The CFPB filed suit against J.G. Wentworth, LLC on June 7, 2016 after the company challenged the Bureau’s expansive view of its jurisdiction.
The CFPB served a CID against J.G. Wentworth, LLC on September 11, 2015 to investigate alleged violations of consumer protection laws. J.G. Wentworth purchases structured settlements and annuities from consumers for lump sums.
J.G. Wentworth filed an administrative petition to set aside the CID as beyond the CFPB’s statutory authority. J.G. Wentworth argued that its purchase of settlements and annuities was not a consumer financial product or extension of credit subject to the CFPB’s UDAAP authority or TILA. The CFPB denied the petition to set aside, asserting that J.G. Wentworth may be providing financial advisory services to consumers in connection with offers to purchase structured settlements or annuities, which would constitute a “consumer financial product or service” subject to Dodd Frank’s UDAAP prohibition. Alternatively, the CFPB asserted that the purchases may be extensions of credit subject to the Truth in Lending Act (“TILA”). After its petition was denied, J.G. Wentworth produced some initial information to the CFPB, but ultimately refused to comply with the CID on the grounds the CFPB lacked jurisdiction over its activities.
In response, the CFPB filed a petition to enforce the CID in the Eastern District of Pennsylvania on June 7, 2016. In its memorandum filed in support of the petition, the CFPB states that the CID is within its statutory authority because it seeks to determine whether J.G. Wentworth and “persons involved in advancing funds in exchange for the rights to future payments from structured settlements or annuities have been engaged in acts or practices that violate the CFPA.” The CFPB makes no further effort to establish that the purchase of settlements and annuities constitutes a financial product or service or extension of credit.

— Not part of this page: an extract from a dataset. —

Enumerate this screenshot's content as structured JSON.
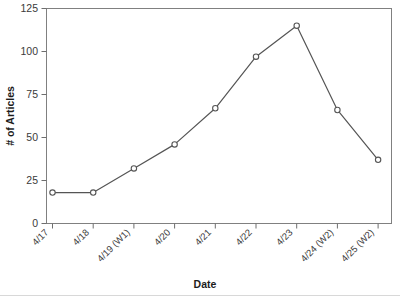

The CFPB’s petition against J.G. Wentworth comes on the heels of a decision issued earlier this year by a D.C. federal district court dismissing a similar petition filed by the CFPB seeking to enforce a CID. In April, a D.C. federal district court ruled that the CFPB exceeded its statutory authority by issuing a CID to the Accrediting Council for Independent Colleges and Schools (ACICS). The court held that the ACICS’s accreditation process of for-profit schools, which was the focus of the CID, was not a financial product or service, and that the accreditation process had no connection to a for-profit school’s private student lending practices. Last week, on June 13, 2016, the CFPB filed a notice of appeal to the D.C. Circuit Court of Appeals.
The CFPB has consistently pushed the jurisdictional envelope by adopting broad interpretations of its statutory authority. The most aggressive and public example of the CFPB’s “jurisdictional creep” over the past several years is the Bureau’s efforts to indirectly regulate the conduct of car dealerships (which is expressly carved out from the CFPB’s jurisdiction by the Dodd-Frank Act) by applying a questionable interpretation of ECOA to impose disparate impact liability against auto finance companies.
As the CFPB continues to test the limits of its statutory authority, it will be necessary for courts to define where the CFPB’s authority ends, as the district court in D.C. did this spring and as the Eastern District of Pennsylvania now has the opportunity to do.